This was the line that stopped me:
“Ultimately, for our society, this comes down to whether we believe in the potential of humans with as much conviction as we believe in the potential of A.I.”
It begins the third to last paragraph in the latest opinion piece predicting the importance of “soft skills” training in our artificial intelligence-dominated future.
The guest essay “When Your Technical Skills Are Eclipsed, Your Humanity Will Matter More Than Ever” by Aneesg Raman, workforce expert at LinkedIn, and Maria Flynn, president of Jobs for the Future ran in The New York Times on Feb. 14, 2024, like a Valentine to many humanities professors like myself who anxiously await the rest of the world to catch up to what we’ve known all along. Our future depends on the arts and communication, critical thinking, and honest self (and social) study.
In the second to last paragraph, the writers quote Columbia University president Minouche Shafik:
“In the past, jobs were about muscles. Now they’re about brains, but in the future, they’ll be about the heart.”
Artificial Intelligence will not eliminate a need for training and guided study in the Humanities. Quite the opposite.
I recount this as an introduction to a recent article about the Bachelor of Arts in Professional Studies English Writing Program at Lackawanna College in Scranton. Co-Authored by Assistant Professor in Philosophy and Religious Studies John Baldino and Lackawanna College junior Victoria Bogdanski, the DiscoverNEPA.com article begins, “The humanities are thriving at Lackawanna College where students are preparing for careers in professional writing and related fields.”
There is room for more thriving. Lackawanna is one of the five schools where I am currently teaching classes. I’ve been there for more than seven years, teaching courses in the humanities department and the writing program, specifically. I’ve felt few satisfactions greater than watching my students go on to succeed in life.

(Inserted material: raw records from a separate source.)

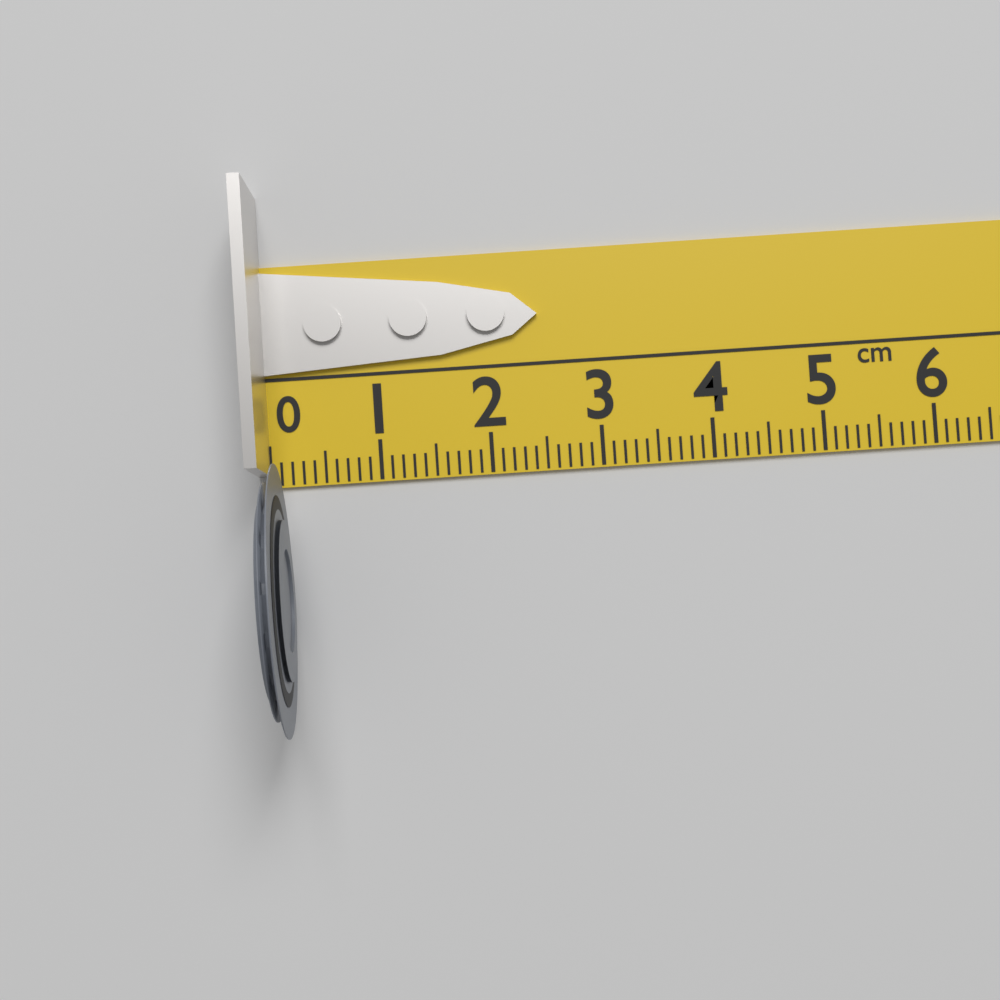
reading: 0.2 cm
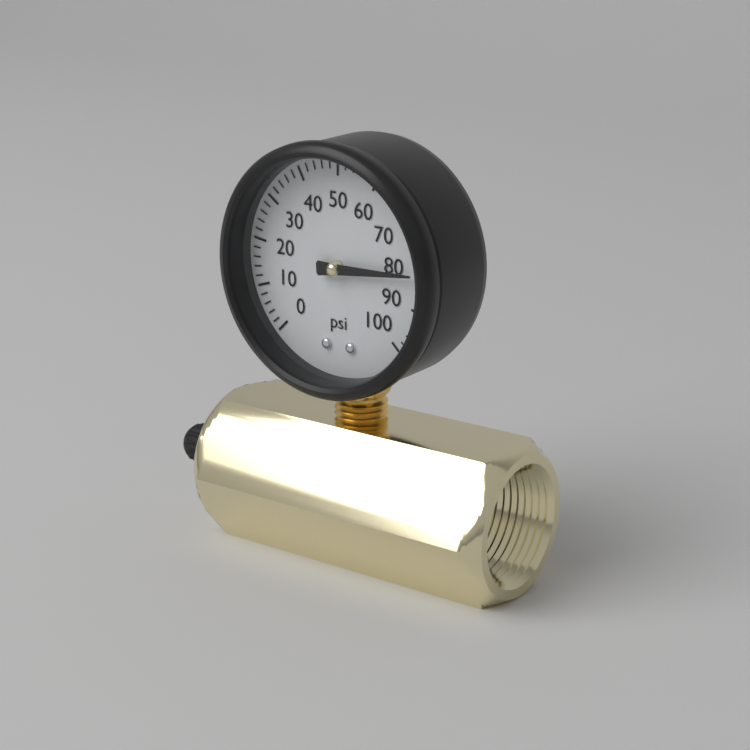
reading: 82 psi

I share this article because Lackawanna’s writing B.A. was launched in 2018, and still feels like a well-kept secret. A little exposure is in order.
Our writing faculty is inspired, compassionate, and dedicated. We are professionals actively contributing to our craft and our communities. The school’s articulation agreements with Marywood and Wilkes leading to “seamless” transition to graduate programs are an attractive plus. The cost of attending Lackawanna is significantly lower than most schools in the area but this is not a reflection of quality. It’s about accessibility and the school’s mission of providing “a quality education to all persons who seek to improve their lives and better the communities in which they live.” (Lackawanna.edu) The College was founded in 1894, as a business college to educate, in large part, breaker boys from the coal mines. Later, the college trained women professionals and returning WWII vets. It evolved into the non-profit known as Lackawanna Junior College in 1957, and dropped the “Junior” in 2001.
My immigrant ancestors mined coal here in the anthracite region. Their children and grandchildren served in the armed forces in World War II, Vietnam, and the Gulf. I decided to raise my daughters here because I am proud of this hardworking heritage. It is because of the education that I earned through study and scholarship that I was able to raise my girls alone, a single mom for as long as they can remember.
Now that the greatest disruptions of the coronavirus pandemic have (hopefully) passed, Lackawanna’s writing program is poised to grow into a well-known and highly-regarded foundational program for technical, non-fiction, and creative writers ready to innovate in traditional and new media forms. A renewed esteem for the humanities should encourage students to pursue their passions for expression and connection that computers can’t copy. We need the next generation to carry on asking the hard questions. Who are we, how did we get here, where are we going, and what does it mean to be a human being in this wild, unpredictable, brief, beautiful, fragile, breathtaking, savage, dangerous world?